Beginning with the line containing "Find the location" and ending at the last line of the records, transcribe each line exactly. Do not include pictures.

-- Material for this exercise follows --

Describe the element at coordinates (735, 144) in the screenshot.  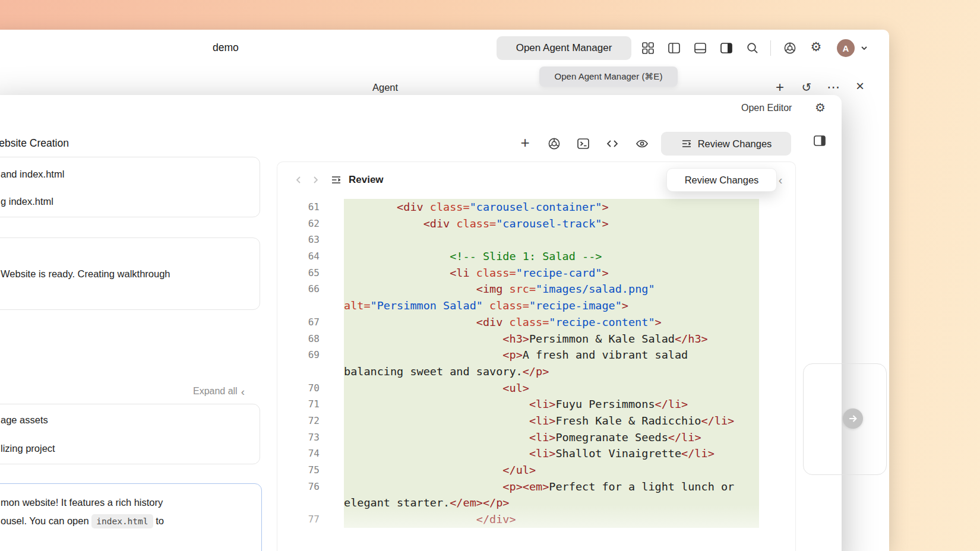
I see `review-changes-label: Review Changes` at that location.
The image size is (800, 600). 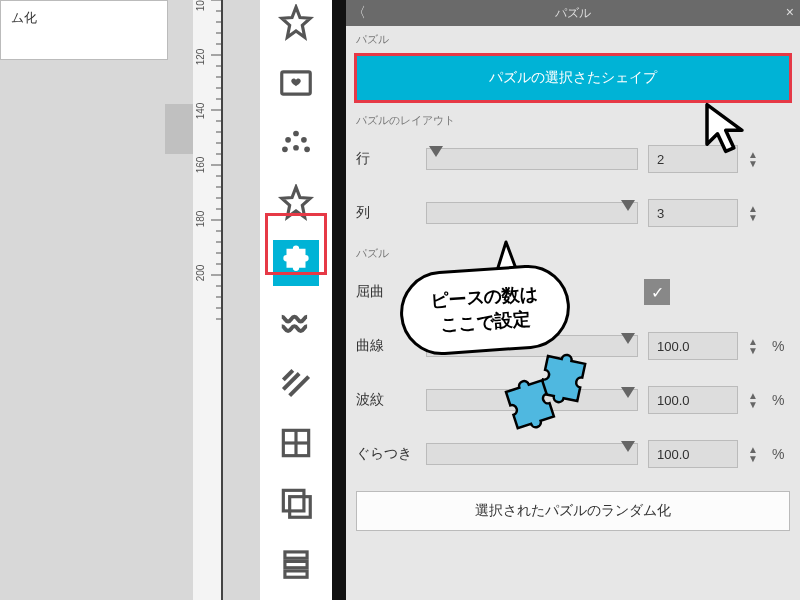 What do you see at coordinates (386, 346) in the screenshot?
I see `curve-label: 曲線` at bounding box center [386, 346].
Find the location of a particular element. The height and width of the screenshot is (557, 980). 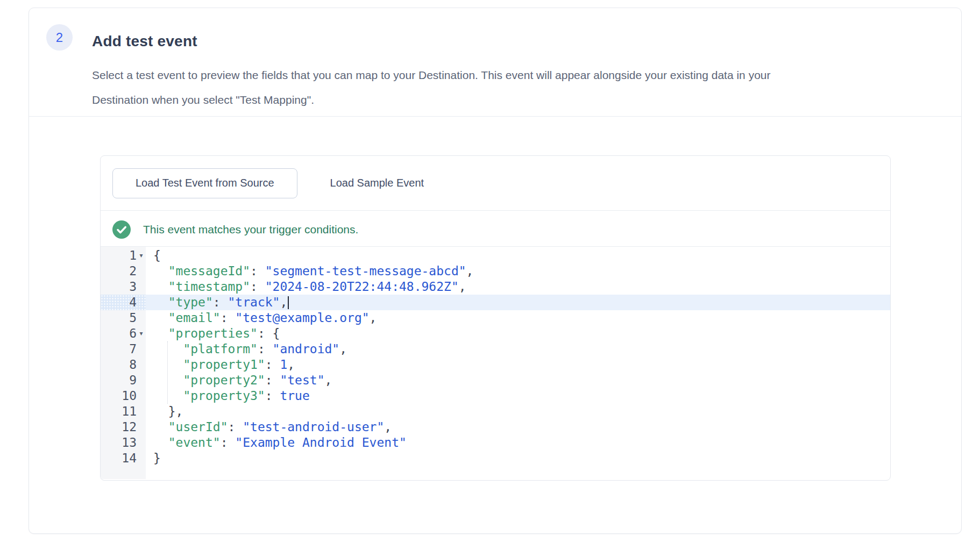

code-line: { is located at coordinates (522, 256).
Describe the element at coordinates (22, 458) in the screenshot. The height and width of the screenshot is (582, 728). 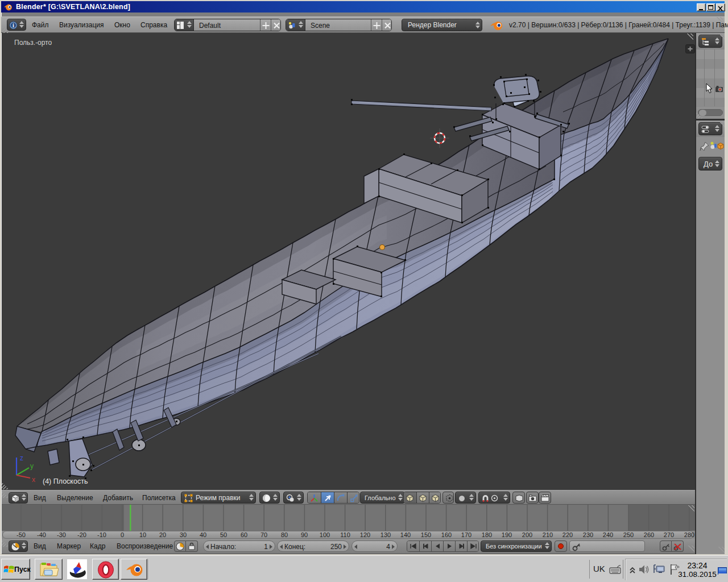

-- Material for this exercise concluded --

Answer space:
Find the location of a particular element. The height and width of the screenshot is (557, 980). 

code-line: { is located at coordinates (522, 256).
Describe the element at coordinates (22, 458) in the screenshot. The height and width of the screenshot is (582, 728). 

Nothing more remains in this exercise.